Ex-CM rewrote plot to benefit builders

12.11.2010 · Posted in All

ASHOK CHAVANFormer Chief Minister (CM) Ashok Chavan has become the king of controversy. As if the Adarsh scam was not enough, his nod to changes in reservation of land in the city is questionable.

Just before Chavan resigned as CM, the Urban Development Department (UDD) of the state had changed the status of a plot of land, reserved for a cultural centre, to a residential zone. And the cultural centre was shifted to a plot that was reserved for a garden.

The UDD had issued a notification (tps-1810/515/cr2418/2010/ud-13) on October 27, 2010. It says that the Pimpri Chinchwad Municipal Corporation (PCMC) had submitted the proposal for modification of reservation status on February 13, 2010.

The cultural centre was to come up on site number 95 of the development plan (DP), which is a 600 sq metre plot. The garden was to come up on site no 91, which is a 30,000 sq metre area.

Now, the reservation status has been changed and the 600 sq metre area, earmarked for the cultural centre, has been completely deleted and turned into a residential zone. It means some builder may have benefitted from this change.

The cultural centre was then conveniently shifted to the 30,000 sq metre plot, which was to be a garden. The new garden will now be smaller by 2,000 sq metres. This is because, the cultural centre plot’s size was increased from 600 sq metres when the reservation was shifted.

A K Dhavle, deputy engineer of the town planning department of PCMC told Mirror that the PCMC had followed all rules and regulations before deleting and changing reservation status.

According to him,  the “measurement of the land was not suitable for the cultural centre and so we shifted it to the garden plot”.

However, when the Mirror team asked him why the 600 sq metre area was not reserved for any public purpose and, instead, made a residential zone, Dhavle did not have an answer.

Funnily enough, the Morwadi corporator, where the changes have happened, was unaware about it. When the Mirror asked Akhtar Husain Choudhari, who is a Congress corporator, if he was okay with the change in reservation status, he was shocked.

He had no idea the cultural centre had been deleted and shifted to the garden plot. “Morwadi is a densely populated area and it doesn’t have any place where people can celebrate or hold functions in.

That is why the land was reserved for a cultural centre in the DP, which was made in the 1995. I have been trying to acquire land for it since 2008. I have told the PCMC authorities about it many times.”

Interestingly, former CM Ashok Chavan had the UDD portfolio, which deals with modifications in the DP. Chavan left the post on November 9, 2010. Following his resignation, few cases of such alterations in reservation has been revealed.

Independent corporator Ujwal Keskar has alleged that the ex-CM permitted a change in the reservation of a plot of land near Uruli garbage depot, from agriculture and to no-development zone to residential zone, before he resigned.

“The UDD allowed changes in survey number 21/1 in Uruli, but as per the regional development plan, this was a no-development zone. Also, the Parvati final plot no 47a, reserved for a garden and open space, has been changed to a residential zone.”

This has come right after the director of the National Chemical Laboratory (NCL) proposed to the state government to delete the reservation of a 2.2-acre plot of prime land meant for public and semi-public purpose recently.

The UDD had issued an order recently in this regard, in which land in survey no 19A/2B in Pashan, shown as public and semi-public zone of NCL, was deleted.

As per the rules, once the reservation status of a public or semi-public zone is deleted, it becomes a residential zone and builders can contruct here.

The UDD order had stated that the land owner Prakash N Baldota and the NCL director had requested the government to delete the reservation under provisions of the Maharashtra Regional and Town Planning Act, 1966. Accordingly, the state government had made the change.

Keskar has demanded that the state government stay these changes in reservations during Chavan’s tenure to residential zones, as it benefits builders and robs people of public amenities.

While rules have not been broken technically speaking, the changes are questionable as the deletion of reservation status does not benefit anybody but builders and developers.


- BRIEF -
Output each record exactly, excluding pictures.

- Extracts from a graphics dataset -
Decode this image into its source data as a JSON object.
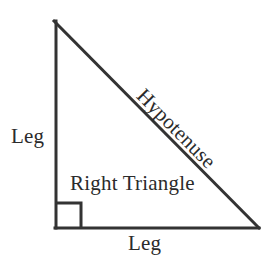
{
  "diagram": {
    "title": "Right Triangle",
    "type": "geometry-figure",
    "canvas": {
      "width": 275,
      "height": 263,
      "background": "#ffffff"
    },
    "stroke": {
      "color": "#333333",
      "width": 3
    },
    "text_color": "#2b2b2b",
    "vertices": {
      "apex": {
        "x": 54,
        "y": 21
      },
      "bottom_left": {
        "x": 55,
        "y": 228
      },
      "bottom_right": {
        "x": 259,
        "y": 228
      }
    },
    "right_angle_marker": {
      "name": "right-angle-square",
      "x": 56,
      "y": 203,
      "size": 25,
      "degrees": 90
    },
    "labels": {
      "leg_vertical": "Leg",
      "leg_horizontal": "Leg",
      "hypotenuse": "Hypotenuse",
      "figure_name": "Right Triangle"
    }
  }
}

- WRITTEN SOLUTION -
Decode this image into its source data as a JSON object.
{
  "diagram": {
    "title": "Right Triangle",
    "type": "geometry-figure",
    "canvas": {
      "width": 275,
      "height": 263,
      "background": "#ffffff"
    },
    "stroke": {
      "color": "#333333",
      "width": 3
    },
    "text_color": "#2b2b2b",
    "vertices": {
      "apex": {
        "x": 54,
        "y": 21
      },
      "bottom_left": {
        "x": 55,
        "y": 228
      },
      "bottom_right": {
        "x": 259,
        "y": 228
      }
    },
    "right_angle_marker": {
      "name": "right-angle-square",
      "x": 56,
      "y": 203,
      "size": 25,
      "degrees": 90
    },
    "labels": {
      "leg_vertical": "Leg",
      "leg_horizontal": "Leg",
      "hypotenuse": "Hypotenuse",
      "figure_name": "Right Triangle"
    }
  }
}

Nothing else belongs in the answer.